Question

I am using NUnit to write a test for a class that knows how to serialize itself to XML. The class has lots of properties so the XML fragment produced by the function I'm testing might be very long even with the default state of a new object.

When I run the test in the NUnit test runner and I've purposefully broken the expected returned XML, the test runner only shows a truncated version of the expected and actual string returned from the function that serializes the object to XML. Such as:

MyProject.MyTests.CanCreateObjectAndEdit:
  Expected string length 525 but was 1485. Strings differ at index 509.
  Expected: "...ffer="False" IsThing="False" /></MyObject>"
  But was:  "...ffer="False" IsThing="False" /><MySubObject ItemID="60..."
  --------------------------------------------^

Is there any way to get NUnit to return the entire expected and actual string? I have NUnit 2.6.3 (the latest release) and I am using the NUnit x86 GUI test runner.

My current workaround is to create a console app, copy the code out of the test, run it and print the output to a debug window, and then paste that output back into my test.

Était-ce utile?

La solution

Almost every Assertion method (i.e. Assert.AreEquals) takes a "message" parameter as a third argument.

It is printed only on test failures and it is intended to provide useful information to diagnose a test failure. I think it is exactly what you need.

Hope it helps.

Autres conseils

(With apologies for any transcription errors in the code below: I was testing this on a remote computer without copy/paste)

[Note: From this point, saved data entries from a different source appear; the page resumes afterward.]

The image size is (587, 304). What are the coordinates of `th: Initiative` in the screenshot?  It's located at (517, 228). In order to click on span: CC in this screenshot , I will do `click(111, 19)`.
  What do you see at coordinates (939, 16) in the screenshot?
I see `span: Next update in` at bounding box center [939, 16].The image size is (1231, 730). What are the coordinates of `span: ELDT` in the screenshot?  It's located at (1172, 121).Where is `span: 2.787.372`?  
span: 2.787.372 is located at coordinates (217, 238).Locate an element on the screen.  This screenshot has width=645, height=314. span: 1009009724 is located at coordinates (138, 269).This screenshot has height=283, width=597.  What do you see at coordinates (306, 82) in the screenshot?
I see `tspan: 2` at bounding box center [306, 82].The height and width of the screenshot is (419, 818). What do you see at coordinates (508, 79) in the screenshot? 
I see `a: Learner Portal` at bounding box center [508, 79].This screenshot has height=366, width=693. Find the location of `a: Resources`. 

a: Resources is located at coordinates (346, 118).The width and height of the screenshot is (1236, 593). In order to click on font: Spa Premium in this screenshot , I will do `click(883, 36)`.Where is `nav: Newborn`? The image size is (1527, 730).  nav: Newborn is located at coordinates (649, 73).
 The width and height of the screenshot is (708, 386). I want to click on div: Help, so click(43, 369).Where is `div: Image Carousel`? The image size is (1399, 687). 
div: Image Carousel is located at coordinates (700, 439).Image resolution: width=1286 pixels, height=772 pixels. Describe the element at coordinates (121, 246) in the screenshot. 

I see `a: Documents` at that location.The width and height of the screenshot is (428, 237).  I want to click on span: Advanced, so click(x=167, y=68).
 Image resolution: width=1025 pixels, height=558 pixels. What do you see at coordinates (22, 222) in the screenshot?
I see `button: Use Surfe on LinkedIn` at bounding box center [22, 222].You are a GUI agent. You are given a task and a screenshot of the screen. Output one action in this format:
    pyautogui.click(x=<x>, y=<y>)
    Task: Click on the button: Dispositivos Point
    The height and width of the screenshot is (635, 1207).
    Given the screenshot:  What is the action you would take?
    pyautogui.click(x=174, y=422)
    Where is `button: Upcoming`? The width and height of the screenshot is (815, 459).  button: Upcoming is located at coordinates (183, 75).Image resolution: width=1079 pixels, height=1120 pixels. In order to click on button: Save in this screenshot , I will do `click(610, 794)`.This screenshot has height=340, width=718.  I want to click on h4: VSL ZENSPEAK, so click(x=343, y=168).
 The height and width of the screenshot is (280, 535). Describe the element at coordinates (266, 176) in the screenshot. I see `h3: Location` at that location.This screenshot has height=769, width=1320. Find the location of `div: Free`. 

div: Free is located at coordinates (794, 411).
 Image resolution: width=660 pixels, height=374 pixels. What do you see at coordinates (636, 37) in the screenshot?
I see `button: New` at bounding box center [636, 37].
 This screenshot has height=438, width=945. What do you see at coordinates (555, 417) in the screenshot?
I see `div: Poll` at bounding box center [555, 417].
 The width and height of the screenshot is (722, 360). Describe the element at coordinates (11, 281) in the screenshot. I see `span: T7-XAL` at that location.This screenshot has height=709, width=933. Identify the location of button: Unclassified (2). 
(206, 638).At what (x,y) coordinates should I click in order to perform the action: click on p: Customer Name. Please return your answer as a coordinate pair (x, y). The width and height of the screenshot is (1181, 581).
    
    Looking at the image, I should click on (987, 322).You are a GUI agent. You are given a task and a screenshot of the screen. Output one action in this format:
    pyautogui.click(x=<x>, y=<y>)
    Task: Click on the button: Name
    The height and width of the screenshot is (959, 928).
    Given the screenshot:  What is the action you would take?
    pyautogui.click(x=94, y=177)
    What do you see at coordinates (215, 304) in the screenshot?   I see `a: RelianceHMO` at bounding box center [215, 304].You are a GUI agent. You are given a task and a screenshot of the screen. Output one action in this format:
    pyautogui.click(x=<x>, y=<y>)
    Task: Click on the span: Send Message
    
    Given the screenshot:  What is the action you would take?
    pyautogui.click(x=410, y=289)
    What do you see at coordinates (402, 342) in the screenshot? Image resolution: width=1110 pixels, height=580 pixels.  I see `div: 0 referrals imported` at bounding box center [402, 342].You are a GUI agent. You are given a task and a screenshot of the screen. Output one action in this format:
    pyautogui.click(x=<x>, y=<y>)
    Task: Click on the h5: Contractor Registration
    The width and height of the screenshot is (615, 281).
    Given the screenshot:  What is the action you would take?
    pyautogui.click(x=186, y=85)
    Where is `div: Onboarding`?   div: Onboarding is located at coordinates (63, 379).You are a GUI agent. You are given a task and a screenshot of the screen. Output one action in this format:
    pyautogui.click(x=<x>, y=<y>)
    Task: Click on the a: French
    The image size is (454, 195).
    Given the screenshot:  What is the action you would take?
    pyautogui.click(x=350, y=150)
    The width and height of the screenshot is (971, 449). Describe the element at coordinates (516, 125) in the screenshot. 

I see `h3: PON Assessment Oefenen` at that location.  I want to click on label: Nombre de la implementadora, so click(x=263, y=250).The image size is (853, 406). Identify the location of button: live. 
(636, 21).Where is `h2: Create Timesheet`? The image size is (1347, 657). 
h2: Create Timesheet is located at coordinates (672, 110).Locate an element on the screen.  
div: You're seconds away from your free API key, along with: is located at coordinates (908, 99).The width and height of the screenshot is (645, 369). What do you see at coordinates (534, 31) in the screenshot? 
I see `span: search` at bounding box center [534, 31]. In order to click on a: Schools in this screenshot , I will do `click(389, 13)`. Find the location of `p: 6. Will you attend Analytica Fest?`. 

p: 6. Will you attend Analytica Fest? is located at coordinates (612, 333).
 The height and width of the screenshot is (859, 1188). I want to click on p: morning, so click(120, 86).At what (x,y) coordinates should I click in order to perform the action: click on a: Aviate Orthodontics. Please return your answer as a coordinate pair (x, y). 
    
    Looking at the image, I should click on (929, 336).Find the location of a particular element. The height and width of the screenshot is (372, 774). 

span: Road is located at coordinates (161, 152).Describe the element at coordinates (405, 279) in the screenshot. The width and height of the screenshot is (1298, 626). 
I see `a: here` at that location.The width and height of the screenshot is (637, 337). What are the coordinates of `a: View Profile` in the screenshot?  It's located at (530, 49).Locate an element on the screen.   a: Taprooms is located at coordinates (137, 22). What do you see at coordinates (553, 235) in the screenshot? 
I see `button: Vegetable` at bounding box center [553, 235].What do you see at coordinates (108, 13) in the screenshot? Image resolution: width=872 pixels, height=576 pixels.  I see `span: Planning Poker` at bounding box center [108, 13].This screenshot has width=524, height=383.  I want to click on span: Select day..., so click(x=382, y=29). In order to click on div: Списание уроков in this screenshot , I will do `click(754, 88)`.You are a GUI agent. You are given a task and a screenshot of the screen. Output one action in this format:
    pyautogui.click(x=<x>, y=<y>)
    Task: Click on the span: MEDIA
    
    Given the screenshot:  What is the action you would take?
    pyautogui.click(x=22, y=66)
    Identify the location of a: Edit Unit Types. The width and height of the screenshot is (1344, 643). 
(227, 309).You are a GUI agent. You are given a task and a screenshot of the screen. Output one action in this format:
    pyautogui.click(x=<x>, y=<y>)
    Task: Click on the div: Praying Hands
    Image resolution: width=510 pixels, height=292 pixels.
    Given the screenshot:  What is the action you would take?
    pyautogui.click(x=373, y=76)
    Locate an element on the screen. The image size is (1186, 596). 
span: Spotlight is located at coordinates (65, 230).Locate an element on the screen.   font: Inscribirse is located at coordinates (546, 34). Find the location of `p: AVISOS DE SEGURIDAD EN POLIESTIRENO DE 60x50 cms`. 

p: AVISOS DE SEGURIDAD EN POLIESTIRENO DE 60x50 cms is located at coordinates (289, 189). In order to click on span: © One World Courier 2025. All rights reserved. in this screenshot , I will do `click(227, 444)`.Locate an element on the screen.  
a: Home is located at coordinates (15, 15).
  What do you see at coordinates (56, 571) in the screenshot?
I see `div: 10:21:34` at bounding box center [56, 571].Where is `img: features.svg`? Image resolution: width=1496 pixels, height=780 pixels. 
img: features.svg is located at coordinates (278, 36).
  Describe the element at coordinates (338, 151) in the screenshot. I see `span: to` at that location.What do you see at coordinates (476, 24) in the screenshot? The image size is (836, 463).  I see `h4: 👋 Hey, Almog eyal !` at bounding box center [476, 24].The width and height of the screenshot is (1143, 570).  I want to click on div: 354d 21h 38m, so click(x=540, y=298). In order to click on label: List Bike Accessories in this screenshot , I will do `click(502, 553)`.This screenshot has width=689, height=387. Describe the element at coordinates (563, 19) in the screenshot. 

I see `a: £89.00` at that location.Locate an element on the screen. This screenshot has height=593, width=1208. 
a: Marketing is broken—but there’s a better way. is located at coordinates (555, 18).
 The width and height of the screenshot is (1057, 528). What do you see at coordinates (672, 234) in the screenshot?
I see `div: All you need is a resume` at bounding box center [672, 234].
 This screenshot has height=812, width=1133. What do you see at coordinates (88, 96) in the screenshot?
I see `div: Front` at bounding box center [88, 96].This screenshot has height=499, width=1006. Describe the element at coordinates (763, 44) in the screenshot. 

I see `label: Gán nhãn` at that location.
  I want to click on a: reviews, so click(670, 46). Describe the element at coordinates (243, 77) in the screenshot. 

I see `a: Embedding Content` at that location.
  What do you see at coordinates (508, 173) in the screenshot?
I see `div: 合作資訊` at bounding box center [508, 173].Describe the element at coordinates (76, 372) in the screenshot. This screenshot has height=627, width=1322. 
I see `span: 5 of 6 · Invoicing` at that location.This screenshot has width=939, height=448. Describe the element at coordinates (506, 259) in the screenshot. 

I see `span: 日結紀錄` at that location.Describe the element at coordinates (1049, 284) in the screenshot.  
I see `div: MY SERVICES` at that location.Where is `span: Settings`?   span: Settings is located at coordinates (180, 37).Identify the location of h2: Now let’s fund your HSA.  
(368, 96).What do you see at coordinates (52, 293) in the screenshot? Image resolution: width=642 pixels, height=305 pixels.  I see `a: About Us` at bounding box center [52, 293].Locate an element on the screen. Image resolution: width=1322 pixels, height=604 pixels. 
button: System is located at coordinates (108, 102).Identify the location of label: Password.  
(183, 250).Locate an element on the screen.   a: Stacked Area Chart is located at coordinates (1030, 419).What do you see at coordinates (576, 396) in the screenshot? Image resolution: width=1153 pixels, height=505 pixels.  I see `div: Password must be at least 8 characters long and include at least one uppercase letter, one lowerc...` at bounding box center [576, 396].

I tested the message parameter as suggested by Manuel.

    [Test]
    public void LongTest()
    {
        string s1 = new string('.', 1000);
        string s1 = new string('.', 500) + "+" + new string('.', 500);
        Assert.That(s1, Is.EqualTo(s2));
    }

and got the equivalent result to the one in the question: Truncated strings

Changing the Assert to

        Assert.That(s1, Is.EqualTo(s2), s1 + "\r\n\r\n" + s2);

changed the result to Full strings, but not fully visible which is possibly less than helpful, especially when the tooltip comes up showing you the entire thing. However, you can right-click on that area in the GUI runner and Copy it, and you do indeed get the whole text copied to the clipboard.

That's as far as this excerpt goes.